AP Photo by Evan Vucci |
Another example: In his first week as the Vice Presidential candidate Ryan has been denouncing the stimulus as a failure, even though he himself took advantage of if for his own Congressional district, arguing that it would create much needed jobs for his constituents. When the inconsistency was pointed out to him in several press interviews, he at first denied having appealed for stimulus funds. Then he said it was not he, it was members of his staff who did it! But when confronted with copies of letters he himself had signed, he had to eat his words rather awkwardly.
Then there’s Romney's flip-flopping on the Ryan budget. If it were not so reprehensible, Romney’s awkward efforts to embrace and to distance himself at the same time from his running mate’s Medicare "plan" would be comical. Romney goes whichever way is convenient at the time.

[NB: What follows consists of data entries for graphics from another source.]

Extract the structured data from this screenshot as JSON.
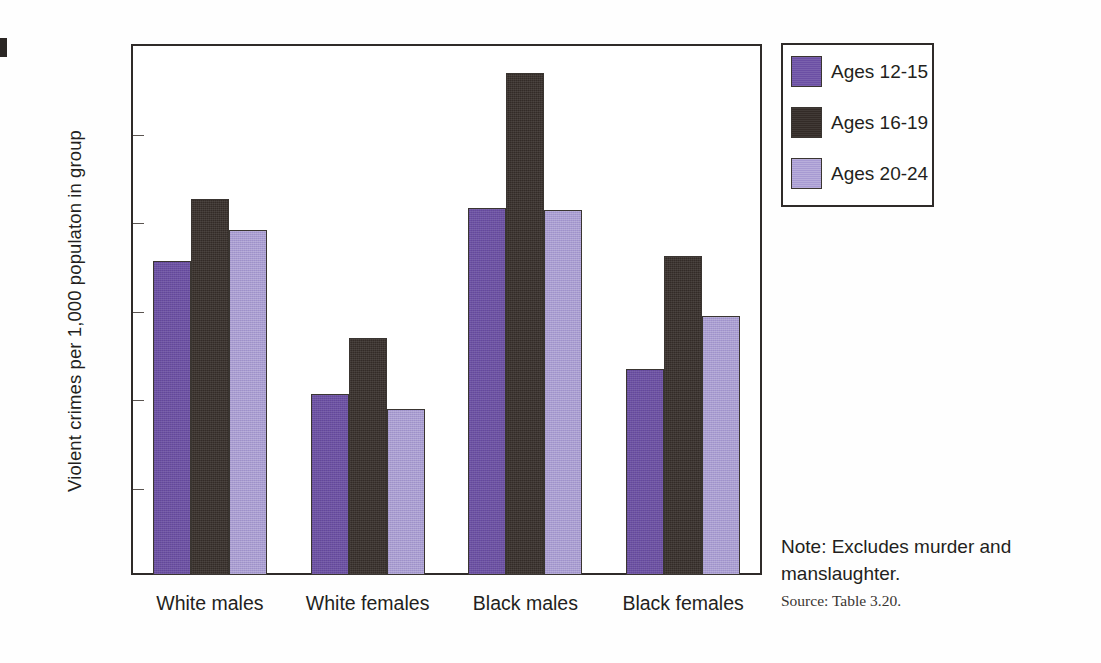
{
  "chart_data": {
    "type": "bar",
    "title": "",
    "xlabel": "",
    "ylabel": "Violent crimes per 1,000 populaton in group",
    "ylim": [
      0,
      120
    ],
    "yticks": [
      0,
      20,
      40,
      60,
      80,
      100,
      120
    ],
    "grid": false,
    "legend_position": "right-top",
    "categories": [
      "White males",
      "White females",
      "Black males",
      "Black females"
    ],
    "series": [
      {
        "name": "Ages 12-15",
        "color": "#6b4fa4",
        "values": [
          71,
          41,
          83,
          46.5
        ]
      },
      {
        "name": "Ages 16-19",
        "color": "#332b27",
        "values": [
          85,
          53.5,
          113.5,
          72
        ]
      },
      {
        "name": "Ages 20-24",
        "color": "#a79ad2",
        "values": [
          78,
          37.5,
          82.5,
          58.5
        ]
      }
    ],
    "annotations": {
      "note": "Note: Excludes murder and manslaughter.",
      "source": "Source: Table 3.20."
    }
  },
  "axis": {
    "y_title": "Violent crimes per 1,000 populaton in group",
    "tick_labels": [
      "120",
      "100",
      "80",
      "60",
      "40",
      "20",
      "0"
    ],
    "category_labels": [
      "White males",
      "White females",
      "Black males",
      "Black females"
    ]
  },
  "legend": {
    "items": [
      {
        "label": "Ages 12-15",
        "color": "#6b4fa4"
      },
      {
        "label": "Ages 16-19",
        "color": "#332b27"
      },
      {
        "label": "Ages 20-24",
        "color": "#a79ad2"
      }
    ]
  },
  "footnote": {
    "note": "Note: Excludes murder and manslaughter.",
    "source": "Source: Table 3.20."
  }
}
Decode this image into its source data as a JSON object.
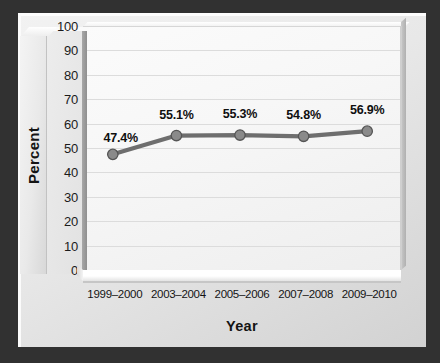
{
  "chart_data": {
    "type": "line",
    "title": "",
    "xlabel": "Year",
    "ylabel": "Percent",
    "categories": [
      "1999–2000",
      "2003–2004",
      "2005–2006",
      "2007–2008",
      "2009–2010"
    ],
    "values": [
      47.4,
      55.1,
      55.3,
      54.8,
      56.9
    ],
    "point_labels": [
      "47.4%",
      "55.1%",
      "55.3%",
      "54.8%",
      "56.9%"
    ],
    "ylim": [
      0,
      100
    ],
    "ytick_labels": [
      "100",
      "90",
      "80",
      "70",
      "60",
      "50",
      "40",
      "30",
      "20",
      "10",
      "0"
    ],
    "ytick_values": [
      100,
      90,
      80,
      70,
      60,
      50,
      40,
      30,
      20,
      10,
      0
    ],
    "grid": true,
    "legend": false,
    "series": [
      {
        "name": "Percent",
        "values": [
          47.4,
          55.1,
          55.3,
          54.8,
          56.9
        ]
      }
    ],
    "style": {
      "line_color": "#6e6e6e",
      "marker_color": "#8a8a8a",
      "marker_edge_color": "#555555",
      "grid_color": "#dcdcdc",
      "plot_background": "#f8f8f8",
      "frame_background": "#e8e8e8",
      "outer_background": "#313131",
      "text_color": "#141414"
    }
  }
}
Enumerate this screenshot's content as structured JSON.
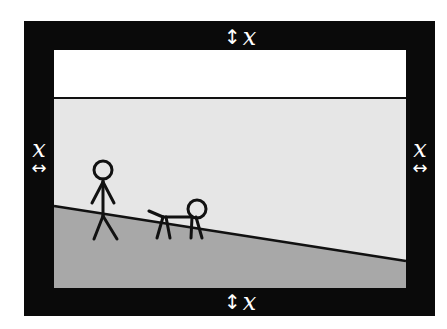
{
  "diagram": {
    "colors": {
      "frame": "#0a0a0a",
      "sky": "#ffffff",
      "wall": "#e6e6e6",
      "ground": "#a8a8a8",
      "stroke": "#111111",
      "label": "#ffffff"
    },
    "labels": {
      "top": {
        "arrow": "↕",
        "text": "x"
      },
      "bottom": {
        "arrow": "↕",
        "text": "x"
      },
      "left": {
        "arrow": "↔",
        "text": "x"
      },
      "right": {
        "arrow": "↔",
        "text": "x"
      }
    },
    "figures": [
      {
        "type": "person"
      },
      {
        "type": "dog"
      }
    ]
  }
}
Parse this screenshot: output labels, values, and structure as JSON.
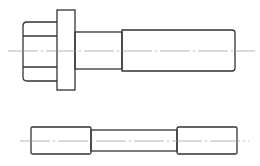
{
  "diagram": {
    "title": "",
    "type": "technical-drawing",
    "views": [
      {
        "name": "flanged-bolt-side-view",
        "parts": [
          "head",
          "flange",
          "shank",
          "threaded-body",
          "centerline"
        ]
      },
      {
        "name": "pin-side-view",
        "parts": [
          "left-end",
          "middle-neck",
          "right-end",
          "centerline"
        ]
      }
    ],
    "colors": {
      "line": "#333333",
      "centerline": "#888888",
      "background": "#ffffff"
    }
  },
  "watermark": {
    "text": ""
  }
}
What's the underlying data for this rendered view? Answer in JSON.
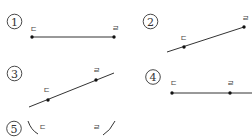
{
  "options": [
    {
      "number": "1",
      "marker": "①",
      "type": "line-segment",
      "points": [
        {
          "label": "ㄷ",
          "x": 32,
          "y": 37,
          "lx": 33,
          "ly": 32
        },
        {
          "label": "ㄹ",
          "x": 114,
          "y": 37,
          "lx": 115,
          "ly": 31
        }
      ],
      "line": {
        "x1": 32,
        "y1": 37,
        "x2": 114,
        "y2": 37
      },
      "circle": {
        "cx": 14.5,
        "cy": 21.5
      }
    },
    {
      "number": "2",
      "marker": "②",
      "type": "ray",
      "points": [
        {
          "label": "ㄷ",
          "x": 184,
          "y": 47,
          "lx": 183,
          "ly": 41
        },
        {
          "label": "ㄹ",
          "x": 244,
          "y": 27,
          "lx": 245,
          "ly": 21
        }
      ],
      "line": {
        "x1": 167,
        "y1": 52,
        "x2": 244,
        "y2": 27
      },
      "circle": {
        "cx": 150.5,
        "cy": 21.5
      }
    },
    {
      "number": "3",
      "marker": "③",
      "type": "line",
      "points": [
        {
          "label": "ㄷ",
          "x": 48,
          "y": 100,
          "lx": 46,
          "ly": 93
        },
        {
          "label": "ㄹ",
          "x": 96,
          "y": 80,
          "lx": 96,
          "ly": 73
        }
      ],
      "line": {
        "x1": 29,
        "y1": 107,
        "x2": 114,
        "y2": 73
      },
      "circle": {
        "cx": 14.5,
        "cy": 73.5
      }
    },
    {
      "number": "4",
      "marker": "④",
      "type": "ray",
      "points": [
        {
          "label": "ㄷ",
          "x": 172,
          "y": 93,
          "lx": 173,
          "ly": 86
        },
        {
          "label": "ㄹ",
          "x": 230,
          "y": 93,
          "lx": 230,
          "ly": 86
        }
      ],
      "line": {
        "x1": 172,
        "y1": 93,
        "x2": 252,
        "y2": 93
      },
      "circle": {
        "cx": 153,
        "cy": 77
      }
    },
    {
      "number": "5",
      "marker": "⑤",
      "type": "curve",
      "points": [
        {
          "label": "ㄷ",
          "x": 0,
          "y": 0,
          "lx": 42,
          "ly": 130
        },
        {
          "label": "ㄹ",
          "x": 0,
          "y": 0,
          "lx": 96,
          "ly": 130
        }
      ],
      "curves": [
        "M28 121 Q31 130 38 134",
        "M103 135 Q110 131 115 121"
      ],
      "circle": {
        "cx": 14,
        "cy": 128.5
      }
    }
  ],
  "colors": {
    "stroke": "#333333",
    "dot": "#111111",
    "background": "#ffffff"
  }
}
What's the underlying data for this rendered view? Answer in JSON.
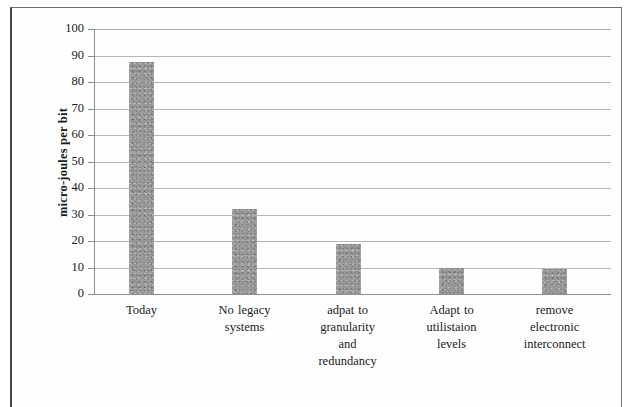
{
  "chart_data": {
    "type": "bar",
    "title": "",
    "subtitle": "",
    "xlabel": "",
    "ylabel": "micro-joules per bit",
    "categories": [
      "Today",
      "No legacy systems",
      "adpat to granularity and redundancy",
      "Adapt to utilistaion levels",
      "remove electronic interconnect"
    ],
    "category_lines": [
      [
        "Today"
      ],
      [
        "No legacy",
        "systems"
      ],
      [
        "adpat to",
        "granularity",
        "and",
        "redundancy"
      ],
      [
        "Adapt to",
        "utilistaion",
        "levels"
      ],
      [
        "remove",
        "electronic",
        "interconnect"
      ]
    ],
    "values": [
      87.5,
      32,
      19,
      10,
      9.5
    ],
    "series": [
      {
        "name": "micro-joules per bit",
        "values": [
          87.5,
          32,
          19,
          10,
          9.5
        ]
      }
    ],
    "ylim": [
      0,
      100
    ],
    "ytick_step": 10,
    "ytick_labels": [
      "100",
      "90",
      "80",
      "70",
      "60",
      "50",
      "40",
      "30",
      "20",
      "10",
      "0"
    ],
    "ytick_values": [
      100,
      90,
      80,
      70,
      60,
      50,
      40,
      30,
      20,
      10,
      0
    ],
    "grid": "horizontal",
    "legend": "none",
    "bar_color": "#9a9a9a",
    "gridline_color": "#b6b6b6",
    "axis_color": "#8f8f8f",
    "background_color": "#ffffff"
  }
}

Both Romney and Ryan want to give tax breaks to the wealthy and they want to spend more money on defense, but neither one of them tells how they will pay for it. That’s another one of their strategic principles: never be specific. Romney has avoided giving direct answers to direct questions throughout his campaign. He embodies the belief that the best defense is a good offense. So the M.O. is to just to attack your opponent. Turn every answer into an attack against the President. Attack, attack, attack! And then accuse your opponent of attacking you unfairly!
Romney continues to refuse to reveal his income tax returns. Instead he announces that he was able to review them and found that he had never paid less than 13%. “You’ll just have to trust me on that!” Why should we trust a man who has lied about everything else?
Paul Ryan |
Romney would not accept the Obama campaign’s offer to cease demanding he release more returns if he would agree to release just the last five years of his returns. The Republican candidate had called the interest in his tax returns “a diversion”; now he labels those who think he should release his returns “small-minded.” That would include two-thirds of the American public, who have indicated their belief that he should do so. It is hardly a minor issue, when the returns would indicate much about Mr. Romney’s personal and business practices, as well as his moral values.
Despite all these problems, Mitt Romney is running neck and neck with the President in the national polls. That is a sad commentary on the rationality of those Americans whose partisan
loyalties blind them to the truth. The sad fact is that too many Americans buy into the lies of the Republicans, who never acknowledge the many accomplishments of President Obama, despite their adamant refusal to support his proposals, even things they once agreed with. To them the facts are irrelevant.
In the campaign's raging rhetorical war Mr. Obama has one great advantage: he doesn’t need to lie! He can stick to the facts. The Romney/Ryan team will have a much harder time keeping their story straight, because they’re always having to change it.